As the world recovers from the shock news that the Great British Bake Off is to move from the BBC to Channel 4, it has emerged that a key selling point was the addition of a Northern Ireland-themed week.
‘We wanted to move away from all that fancy muck like Chou Pastry and Fairy Cakes,” says show producer Carmel Square. “Yousuns over there are famous for your range of bakery stuff, so we thought we’d give it a ‘Viennese Whirl’, so to speak.”
Next year viewers will be treated to a full spread of Norn Iron products, with contestants expected to try their hands at everything from Sausage Roll Baps and Jambons to Fifteens and Paris Buns. “Hopefully Paul Hollywood and Mary Berry will come back,” says Carmel, “we might even persuade Paul to drop one L from his surname to fit in.”
“It’ll be great for innuendo. Plenty of banter about cream fingers and firm baps – I can’t wait to hear Paul complaining about someone’s soggy Fadge, or Mary giving off about a contestant’s deformed Gravy Ring.”
The producers have already carried out auditions for the show and are said to be delighted with the results, particularly the showstopper round.
“There was a triple decker crisp sandwich – alternating layers of Nutty Crust and Spicy Bikers,” says Carmel, “and an inside out pastie bap – a pastie carefully cut in half, with a slice of Veda inserted in between the slices.”
However the clear winner was a gigantic Rice Krispie Bun – six boxes of cereal mixed with molten chocolate and poured into a huge bun-paper made out of an old Belfast Telegraph. “Best use for the Tele I’ve seen in years,” Carmel explains, “beats reading it anyway.”
We contacted Channel 4 to see if any of this was true and they chewed our bake off.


**What you are asked to do**
Return the listing exactly, please; no pictures.

%%

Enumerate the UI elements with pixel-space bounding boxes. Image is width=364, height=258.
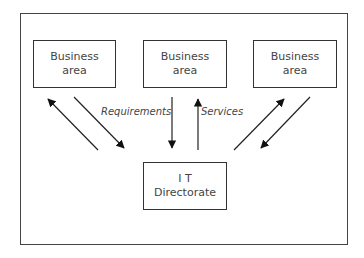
- arrows-layer: [0, 0, 364, 258]
- arrow-left-to-it: [74, 97, 124, 148]
- arrow-it-to-left: [48, 99, 98, 150]
- arrow-right-to-it: [261, 97, 310, 148]
- requirements-label: Requirements: [101, 106, 171, 117]
- services-label: Services: [201, 106, 243, 117]
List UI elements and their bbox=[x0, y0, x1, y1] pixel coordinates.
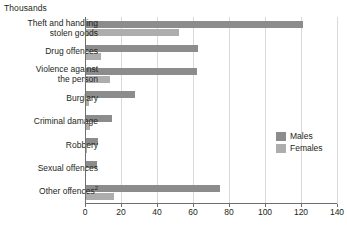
gridline bbox=[229, 17, 230, 204]
category-label: Other offences2 bbox=[0, 186, 98, 196]
category-label: Violence againstthe person bbox=[0, 64, 98, 84]
category-label: Criminal damage bbox=[0, 116, 98, 126]
plot-area bbox=[85, 17, 337, 204]
x-axis-tick-label: 60 bbox=[188, 207, 197, 217]
legend-label-females: Females bbox=[290, 143, 323, 154]
x-axis-tick-label: 100 bbox=[258, 207, 272, 217]
category-label: Burglary bbox=[0, 93, 98, 103]
legend-item-females: Females bbox=[276, 143, 342, 154]
bar-chart: Thousands Theft and handlingstolen goods… bbox=[0, 0, 347, 226]
bar-males bbox=[85, 185, 220, 192]
gridline bbox=[337, 17, 338, 204]
legend-swatch-females bbox=[276, 144, 286, 153]
x-axis-tick-label: 40 bbox=[152, 207, 161, 217]
x-axis-tick-label: 20 bbox=[116, 207, 125, 217]
legend-swatch-males bbox=[276, 132, 286, 141]
y-axis-line bbox=[85, 17, 86, 204]
chart-title: Thousands bbox=[4, 3, 47, 13]
x-axis-tick-label: 80 bbox=[224, 207, 233, 217]
bar-males bbox=[85, 68, 197, 75]
category-label: Theft and handlingstolen goods bbox=[0, 18, 98, 38]
gridline bbox=[265, 17, 266, 204]
category-label: Robbery bbox=[0, 140, 98, 150]
category-label: Drug offences bbox=[0, 46, 98, 56]
gridline bbox=[301, 17, 302, 204]
bar-males bbox=[85, 21, 303, 28]
x-axis-line bbox=[85, 203, 337, 204]
x-axis-tick-label: 140 bbox=[330, 207, 344, 217]
legend-item-males: Males bbox=[276, 131, 342, 142]
x-axis-tick-label: 120 bbox=[294, 207, 308, 217]
chart-legend: Males Females bbox=[276, 131, 342, 155]
category-label: Sexual offences bbox=[0, 163, 98, 173]
legend-label-males: Males bbox=[290, 131, 313, 142]
bar-females bbox=[85, 29, 179, 36]
x-axis-tick-label: 0 bbox=[83, 207, 88, 217]
bar-males bbox=[85, 45, 198, 52]
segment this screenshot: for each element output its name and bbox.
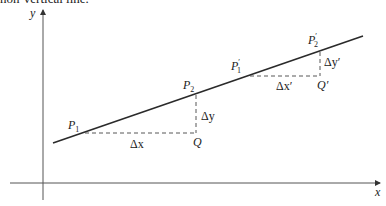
label-p1-prime: P′1 xyxy=(230,58,241,75)
x-axis-label: x xyxy=(374,185,381,199)
label-p1: P1 xyxy=(67,118,79,134)
label-dx-prime: Δx′ xyxy=(276,79,293,93)
label-q-prime: Q′ xyxy=(317,78,329,92)
label-dy: Δy xyxy=(201,109,215,123)
label-p2: P2 xyxy=(182,78,194,94)
label-p2-prime: P′2 xyxy=(307,32,318,49)
label-dx: Δx xyxy=(130,137,144,151)
y-axis-label: y xyxy=(29,6,36,20)
label-dy-prime: Δy′ xyxy=(324,55,341,69)
label-q: Q xyxy=(193,135,202,149)
slope-diagram: y x P1 P2 P′1 P′2 Q Q′ Δx Δy Δx′ Δy′ xyxy=(0,0,386,206)
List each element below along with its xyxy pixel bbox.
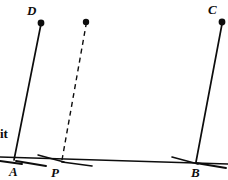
angle-mark-P-right xyxy=(62,162,92,166)
segment-B-to-C xyxy=(196,24,222,162)
label-A: A xyxy=(9,165,18,178)
body-text-fragment: it xyxy=(0,127,8,140)
label-B: B xyxy=(191,166,200,179)
geometry-figure: it D C A P B xyxy=(0,0,228,180)
segment-P-to-apex xyxy=(62,25,86,160)
segment-A-to-D xyxy=(14,24,41,160)
label-D: D xyxy=(27,4,36,17)
point-apex-unlabeled xyxy=(83,19,89,25)
point-D xyxy=(38,20,45,27)
label-P: P xyxy=(51,166,59,179)
label-C: C xyxy=(208,3,217,16)
figure-canvas xyxy=(0,0,228,180)
point-C xyxy=(219,19,226,26)
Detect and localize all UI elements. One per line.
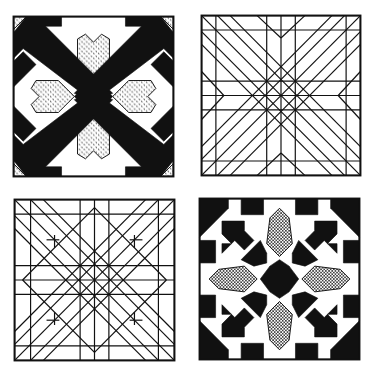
tile-pattern-filled-hatched (198, 197, 361, 361)
black-region (343, 240, 359, 263)
black-region (343, 295, 359, 318)
black-region (295, 343, 317, 359)
tile-construction-lines-a (200, 14, 362, 177)
black-region (295, 199, 317, 215)
tile-svg-top-right (200, 14, 362, 177)
tile-svg-bottom-left (13, 198, 176, 362)
tile-svg-top-left (12, 15, 175, 178)
tile-construction-lines-b (13, 198, 176, 362)
black-region (241, 199, 263, 215)
tile-pattern-filled-stippled (12, 15, 175, 178)
black-region (200, 295, 216, 318)
black-region (200, 240, 216, 263)
tile-svg-bottom-right (198, 197, 361, 361)
black-region (241, 343, 263, 359)
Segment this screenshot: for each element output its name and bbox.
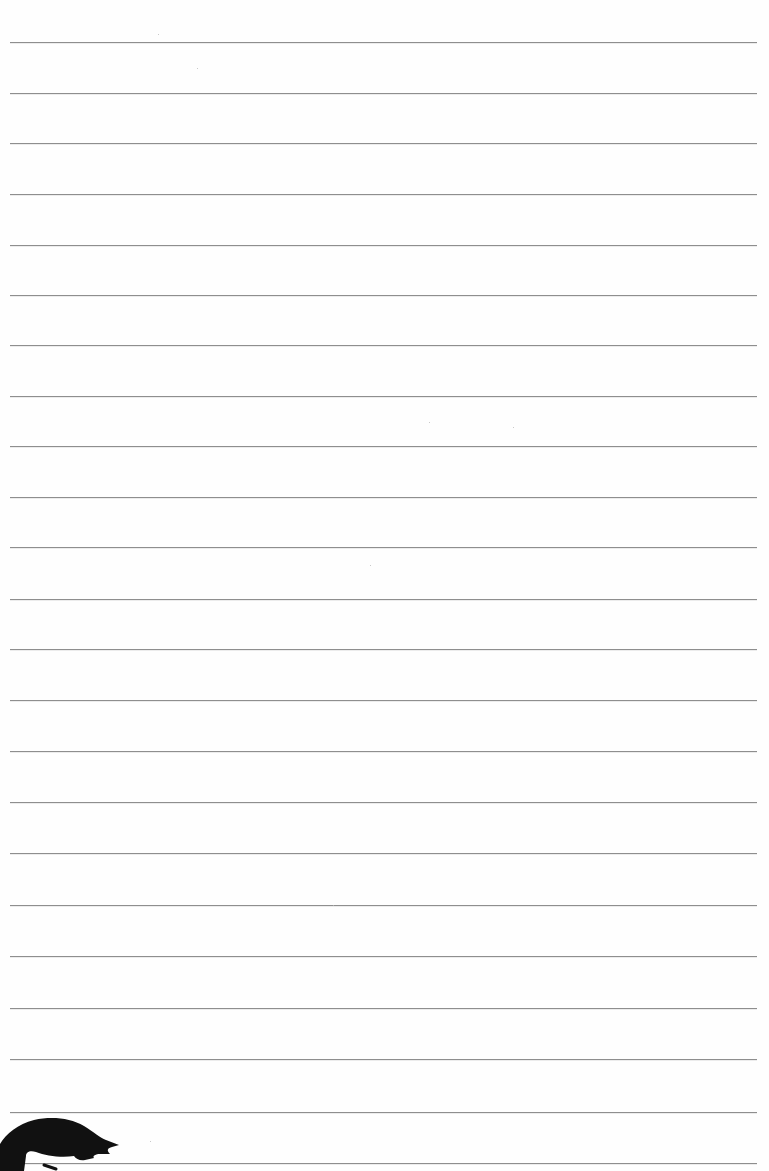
ruled-line [10,751,757,752]
ruled-line [10,1059,757,1060]
paper-speck [197,68,198,69]
paper-speck [150,1141,151,1142]
ruled-line [10,194,757,195]
paper-speck [333,905,334,906]
ruled-line [10,93,757,94]
ruled-line [10,295,757,296]
paper-speck [513,427,514,428]
ruled-line [10,956,757,957]
ruled-line [10,700,757,701]
ruled-line [10,446,757,447]
ruled-line [10,143,757,144]
cartoon-hair-silhouette-icon [0,1110,130,1171]
ruled-line [10,345,757,346]
ruled-line [10,905,757,906]
ruled-line [10,599,757,600]
ruled-line [10,396,757,397]
ruled-line [10,1008,757,1009]
ruled-line [10,547,757,548]
paper-speck [158,34,159,35]
lined-paper-sheet [0,0,769,1171]
ruled-line [10,497,757,498]
ruled-line [10,802,757,803]
paper-speck [429,422,430,423]
ruled-line [10,649,757,650]
ruled-line [10,245,757,246]
ruled-line [10,853,757,854]
ruled-line [10,42,757,43]
paper-speck [370,565,371,566]
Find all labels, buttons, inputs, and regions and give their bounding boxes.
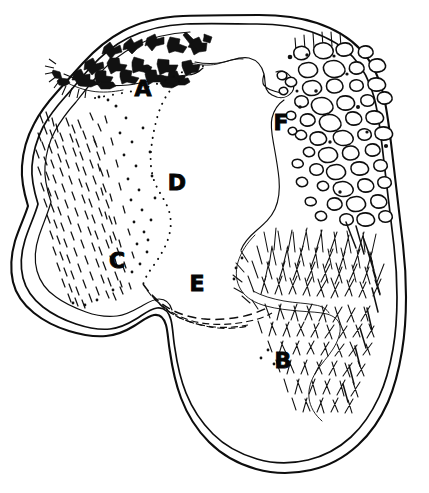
region-b-boundary [236, 235, 340, 421]
pebble-cluster [277, 43, 392, 226]
bristle-strokes [233, 222, 384, 413]
debris-flakes [45, 32, 212, 98]
zone-label-f: F [273, 110, 288, 135]
region-e-band-line-1 [143, 284, 269, 319]
region-c-dash-fill [36, 96, 156, 308]
zone-label-e: E [189, 271, 204, 296]
tick-mark [313, 33, 314, 48]
region-f-cobble-fill [190, 32, 393, 250]
zone-label-a: A [134, 76, 151, 101]
figure-root: A F D C E B [0, 0, 429, 493]
plan-diagram: A F D C E B [0, 0, 429, 493]
region-a-debris-fill [45, 32, 212, 98]
region-f-boundary [195, 57, 294, 250]
tick-mark [331, 32, 332, 46]
zone-label-c: C [109, 248, 125, 273]
region-e-dashed-band [143, 284, 272, 328]
zone-label-b: B [275, 348, 292, 373]
zone-label-d: D [168, 170, 186, 195]
region-b-bristle-fill [233, 222, 384, 421]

%%

**Task result**
Enumerate the UI elements with pixel-space bounding boxes. Image is width=364, height=258.
- arrows-layer: [0, 0, 364, 258]
- arrow-left-to-it: [74, 97, 124, 148]
- arrow-it-to-left: [48, 99, 98, 150]
- arrow-right-to-it: [261, 97, 310, 148]
- requirements-label: Requirements: [101, 106, 171, 117]
- services-label: Services: [201, 106, 243, 117]
List UI elements and their bbox=[x0, y0, x1, y1] pixel coordinates.
gridline bbox=[229, 17, 230, 204]
category-label: Other offences2 bbox=[0, 186, 98, 196]
category-label: Violence againstthe person bbox=[0, 64, 98, 84]
category-label: Criminal damage bbox=[0, 116, 98, 126]
plot-area bbox=[85, 17, 337, 204]
x-axis-tick-label: 60 bbox=[188, 207, 197, 217]
legend-label-females: Females bbox=[290, 143, 323, 154]
x-axis-tick-label: 100 bbox=[258, 207, 272, 217]
category-label: Burglary bbox=[0, 93, 98, 103]
legend-item-females: Females bbox=[276, 143, 342, 154]
bar-chart: Thousands Theft and handlingstolen goods… bbox=[0, 0, 347, 226]
bar-males bbox=[85, 185, 220, 192]
gridline bbox=[337, 17, 338, 204]
legend-swatch-females bbox=[276, 144, 286, 153]
x-axis-tick-label: 40 bbox=[152, 207, 161, 217]
x-axis-tick-label: 20 bbox=[116, 207, 125, 217]
legend-swatch-males bbox=[276, 132, 286, 141]
y-axis-line bbox=[85, 17, 86, 204]
chart-title: Thousands bbox=[4, 3, 47, 13]
x-axis-tick-label: 80 bbox=[224, 207, 233, 217]
bar-males bbox=[85, 68, 197, 75]
category-label: Theft and handlingstolen goods bbox=[0, 18, 98, 38]
gridline bbox=[265, 17, 266, 204]
category-label: Robbery bbox=[0, 140, 98, 150]
category-label: Drug offences bbox=[0, 46, 98, 56]
gridline bbox=[301, 17, 302, 204]
bar-males bbox=[85, 21, 303, 28]
x-axis-line bbox=[85, 203, 337, 204]
x-axis-tick-label: 140 bbox=[330, 207, 344, 217]
legend-item-males: Males bbox=[276, 131, 342, 142]
x-axis-tick-label: 120 bbox=[294, 207, 308, 217]
chart-legend: Males Females bbox=[276, 131, 342, 155]
category-label: Sexual offences bbox=[0, 163, 98, 173]
legend-label-males: Males bbox=[290, 131, 313, 142]
bar-females bbox=[85, 29, 179, 36]
x-axis-tick-label: 0 bbox=[83, 207, 88, 217]
bar-males bbox=[85, 45, 198, 52]
segment this screenshot: for each element output its name and bbox.
label-p1-prime: P′1 xyxy=(230,58,241,75)
x-axis-label: x xyxy=(374,185,381,199)
label-p1: P1 xyxy=(67,118,79,134)
label-dx-prime: Δx′ xyxy=(276,79,293,93)
label-q-prime: Q′ xyxy=(317,78,329,92)
label-dy: Δy xyxy=(201,109,215,123)
label-p2: P2 xyxy=(182,78,194,94)
label-p2-prime: P′2 xyxy=(307,32,318,49)
label-dx: Δx xyxy=(130,137,144,151)
y-axis-label: y xyxy=(29,6,36,20)
label-dy-prime: Δy′ xyxy=(324,55,341,69)
label-q: Q xyxy=(193,135,202,149)
slope-diagram: y x P1 P2 P′1 P′2 Q Q′ Δx Δy Δx′ Δy′ xyxy=(0,0,386,206)
List each element below along with its xyxy pixel bbox.
angle-mark-P-right xyxy=(62,162,92,166)
segment-B-to-C xyxy=(196,24,222,162)
label-A: A xyxy=(9,165,18,178)
body-text-fragment: it xyxy=(0,127,8,140)
label-B: B xyxy=(191,166,200,179)
geometry-figure: it D C A P B xyxy=(0,0,228,180)
segment-P-to-apex xyxy=(62,25,86,160)
segment-A-to-D xyxy=(14,24,41,160)
label-D: D xyxy=(27,4,36,17)
point-apex-unlabeled xyxy=(83,19,89,25)
point-D xyxy=(38,20,45,27)
label-P: P xyxy=(51,166,59,179)
label-C: C xyxy=(208,3,217,16)
figure-canvas xyxy=(0,0,228,180)
point-C xyxy=(219,19,226,26)
Detect and localize all UI elements. One per line.
tile-pattern-filled-hatched (198, 197, 361, 361)
black-region (343, 240, 359, 263)
black-region (343, 295, 359, 318)
black-region (295, 343, 317, 359)
tile-construction-lines-a (200, 14, 362, 177)
black-region (295, 199, 317, 215)
tile-svg-top-right (200, 14, 362, 177)
tile-svg-bottom-left (13, 198, 176, 362)
tile-svg-top-left (12, 15, 175, 178)
tile-construction-lines-b (13, 198, 176, 362)
black-region (241, 199, 263, 215)
tile-pattern-filled-stippled (12, 15, 175, 178)
black-region (200, 295, 216, 318)
black-region (200, 240, 216, 263)
tile-svg-bottom-right (198, 197, 361, 361)
black-region (241, 343, 263, 359)
Segment this screenshot: for each element output its name and bbox.
ruled-line [10,751,757,752]
ruled-line [10,1059,757,1060]
paper-speck [197,68,198,69]
paper-speck [150,1141,151,1142]
ruled-line [10,194,757,195]
paper-speck [333,905,334,906]
ruled-line [10,93,757,94]
ruled-line [10,295,757,296]
paper-speck [513,427,514,428]
ruled-line [10,956,757,957]
ruled-line [10,700,757,701]
ruled-line [10,446,757,447]
ruled-line [10,143,757,144]
cartoon-hair-silhouette-icon [0,1110,130,1171]
ruled-line [10,345,757,346]
ruled-line [10,905,757,906]
ruled-line [10,599,757,600]
ruled-line [10,396,757,397]
ruled-line [10,1008,757,1009]
ruled-line [10,547,757,548]
paper-speck [158,34,159,35]
lined-paper-sheet [0,0,769,1171]
ruled-line [10,497,757,498]
ruled-line [10,802,757,803]
paper-speck [429,422,430,423]
ruled-line [10,649,757,650]
ruled-line [10,245,757,246]
ruled-line [10,853,757,854]
ruled-line [10,42,757,43]
paper-speck [370,565,371,566]
Find all labels, buttons, inputs, and regions and give their bounding boxes.
region-b-boundary [236, 235, 340, 421]
pebble-cluster [277, 43, 392, 226]
bristle-strokes [233, 222, 384, 413]
debris-flakes [45, 32, 212, 98]
zone-label-f: F [273, 110, 288, 135]
region-e-band-line-1 [143, 284, 269, 319]
region-c-dash-fill [36, 96, 156, 308]
zone-label-e: E [189, 271, 204, 296]
tick-mark [313, 33, 314, 48]
region-f-cobble-fill [190, 32, 393, 250]
zone-label-a: A [134, 76, 151, 101]
figure-root: A F D C E B [0, 0, 429, 493]
plan-diagram: A F D C E B [0, 0, 429, 493]
region-a-debris-fill [45, 32, 212, 98]
region-f-boundary [195, 57, 294, 250]
tick-mark [331, 32, 332, 46]
zone-label-c: C [109, 248, 125, 273]
region-e-dashed-band [143, 284, 272, 328]
zone-label-b: B [275, 348, 292, 373]
zone-label-d: D [168, 170, 186, 195]
region-b-bristle-fill [233, 222, 384, 421]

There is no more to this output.